Are you feeling overwhelmed? Oh, but imagine being a bus driver right now. Or a grocery store clerk, as we approach a string of big grocery shopping days. During a crazy out of control pandemic. Or, imagine you live in the Upper Midwest and you hold the job of a nurse or a physician. Add a kid, or maybe two, who hasn't seen the inside of a school building since March. I'm sure I could ask you to join in and I'd have a page full of listings of people who are even more anxious about life right now!
For those of us with diffuse anxiety, it's a reminder to take stock of our own situations and keep in front and center the good stuff that is still with us. And I'd say that a string of sunny days is just one example of that good stuff. How good it is to go out and turn your face toward the sun! Welcome, vitamin D! Come right in and give us the benefits of your curative powers! (No sunshine where you live? Well, pop a vitamin D pill and take a walk anyway. It's guaranteed to make you feel better. Perhaps not great, but better. Pile on the better! We need a lot of it!)
Morning walk...
Breakfast. We are in the kitchen and this is a disappointment to the cats who enjoy our porch company.

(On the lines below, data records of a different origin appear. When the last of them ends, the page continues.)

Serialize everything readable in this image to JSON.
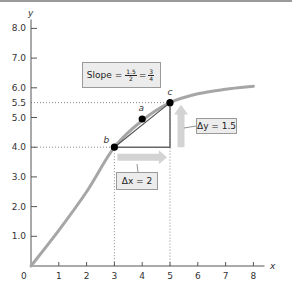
{
  "chart_data": {
    "type": "line",
    "title": "",
    "xlabel": "x",
    "ylabel": "y",
    "xlim": [
      0,
      8
    ],
    "ylim": [
      0,
      8
    ],
    "x_ticks": [
      "0",
      "1",
      "2",
      "3",
      "4",
      "5",
      "6",
      "7",
      "8"
    ],
    "y_ticks": [
      "1.0",
      "2.0",
      "3.0",
      "4.0",
      "5.0",
      "5.5",
      "6.0",
      "7.0",
      "8.0"
    ],
    "grid": false,
    "series": [
      {
        "name": "curve",
        "x": [
          0,
          1,
          2,
          3,
          4,
          5,
          6,
          7,
          8
        ],
        "y": [
          0,
          1.2,
          2.5,
          4.0,
          4.9,
          5.5,
          5.8,
          5.95,
          6.05
        ]
      },
      {
        "name": "secant",
        "x": [
          3,
          5
        ],
        "y": [
          4.0,
          5.5
        ]
      }
    ],
    "points": [
      {
        "label": "a",
        "x": 4,
        "y": 4.95
      },
      {
        "label": "b",
        "x": 3,
        "y": 4.0
      },
      {
        "label": "c",
        "x": 5,
        "y": 5.5
      }
    ],
    "annotations": {
      "slope": {
        "prefix": "Slope =",
        "frac1_num": "1.5",
        "frac1_den": "2",
        "eq": "=",
        "frac2_num": "3",
        "frac2_den": "4"
      },
      "delta_x": "Δx = 2",
      "delta_y": "Δy = 1.5"
    },
    "guides": {
      "dotted_y": [
        4.0,
        5.5
      ],
      "dotted_x": [
        3,
        5
      ]
    }
  },
  "axis": {
    "origin_label": "0",
    "x_label": "x",
    "y_label": "y"
  }
}
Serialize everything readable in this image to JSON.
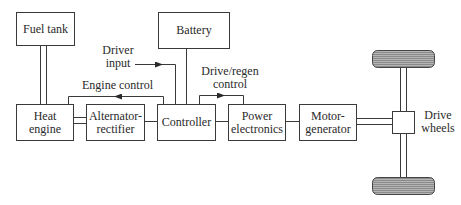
{
  "diagram": {
    "type": "block-diagram",
    "title": "",
    "blocks": {
      "fuel_tank": "Fuel tank",
      "battery": "Battery",
      "heat_engine_1": "Heat",
      "heat_engine_2": "engine",
      "alternator_1": "Alternator-",
      "alternator_2": "rectifier",
      "controller": "Controller",
      "power_1": "Power",
      "power_2": "electronics",
      "motor_1": "Motor-",
      "motor_2": "generator"
    },
    "labels": {
      "driver_input_1": "Driver",
      "driver_input_2": "input",
      "engine_control": "Engine control",
      "drive_regen_1": "Drive/regen",
      "drive_regen_2": "control",
      "drive_wheels_1": "Drive",
      "drive_wheels_2": "wheels"
    },
    "connections": [
      {
        "from": "Fuel tank",
        "to": "Heat engine",
        "style": "double-line"
      },
      {
        "from": "Heat engine",
        "to": "Alternator-rectifier",
        "style": "double-line"
      },
      {
        "from": "Alternator-rectifier",
        "to": "Controller",
        "style": "single-line"
      },
      {
        "from": "Battery",
        "to": "Controller",
        "style": "single-line"
      },
      {
        "from": "Driver input",
        "to": "Controller",
        "style": "arrow"
      },
      {
        "from": "Controller",
        "to": "Heat engine",
        "style": "arrow",
        "label": "Engine control"
      },
      {
        "from": "Controller",
        "to": "Power electronics",
        "style": "arrow",
        "label": "Drive/regen control"
      },
      {
        "from": "Controller",
        "to": "Power electronics",
        "style": "single-line"
      },
      {
        "from": "Power electronics",
        "to": "Motor-generator",
        "style": "single-line"
      },
      {
        "from": "Motor-generator",
        "to": "Drive wheels",
        "style": "double-line"
      }
    ]
  }
}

Ed would love to just let them all in for a cuddle or two inside the farmhouse. Initially, when the cats looked in with their pleading eyes I was agreeable. But of course, the cats are insatiable and there is now always someone at the porch door, meowing to come in. Sometimes, Ed asks me if it's okay. Lately, I'm stubbornly firm. I recognize the slippery slope here and I am most adamant: I do not want five cats milling about in the farmhouse. I do not even want one cat with free access to our home. We are both mildly allergic and we've both done pets in our better days and I think we need to resist the temptation to go down that path again. Still, it's tough to push back all day long.
No, Ed, I don't want to let them in. No, not even for two minutes (it's never two minutes).
Just for a little bit.
You're asking? Well then... No.
In the early afternoon, we both go out for a New Development walk. We watch the houses go up, the people move in. Three years ago -- corn and soy. Now -- Santa in front of the porch.
Still later I drop off some stuff at the young family's house. It's not a great day for reading outside with Snowdrop. Too cold. But I have a chance to hand to the little girl something that she has missed a lot: two of her rag dolls, Rosie and Clover, that have been sadly collecting farmhouse dust in her absence, along with their "toys." She is ecstatic.
(Even though we're outdoors, mask goes on. We take no chances.)
And then I hurry home -- my two friends and I have a ZOOM chat scheduled and I dare say we need the boost that always comes with a visit, even a ZOOM visit.
Evening quiet now. A comfortable quiet that is far more beautiful in the winter than on a summer day. Inside, all windows closed, all noise of the outside world shut out. Well, except for the occasional meow.
If it weren't for the cats, Ed reminds me, we'd have the usual November mouse problem.
Fine, let them in. But only for two minutes. No more than that!